In the late ‘50s and the ‘60s, communist Yugoslavia was an animation world power. The country no longer exists — but, in its city of Zagreb, the artists of Zagreb Film invented a new type of cartoon.
Borrowing from sources like UPA, Jiří Trnka and Norman McLaren, they crafted bold, challenging animation for adults. Stories about modern life and modern problems, told with a modernist approach to sound and image. This was the so-called “Zagreb School of Animation.” It dominated festivals and, in 1962, won the Oscar.
The Zagreb School had several masters — among them Dušan Vukotić (that Oscar was his). Another, though, directed just two cartoons before leaving the studio in the early ‘60s. He was incorrigible, delusional and by all accounts brilliant. He was the avant-garde of Zagreb’s avant-garde. He was Vlado Kristl, whose Don Quixote (1961) remains one of the best, strangest pieces of animation ever made.

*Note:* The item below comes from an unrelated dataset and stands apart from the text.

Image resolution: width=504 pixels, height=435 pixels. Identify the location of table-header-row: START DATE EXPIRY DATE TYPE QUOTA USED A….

Here’s what Ronald Holloway, a chronicler of the Zagreb School, wrote in the ‘70s:
Time has worked in Vlado Kristl’s favor. The ill will many in the Zagreb studio harbored against him has long since passed, and most cartoonists now admit he was the most important figure in the growth of the studio. … While he was around, he was often referred to as a mad artist. Today the least said about him is that he was a mad genius.1
But how did someone like Kristl come to create these films — and to change animation in the process? That’s what we’re discovering today. Here we go!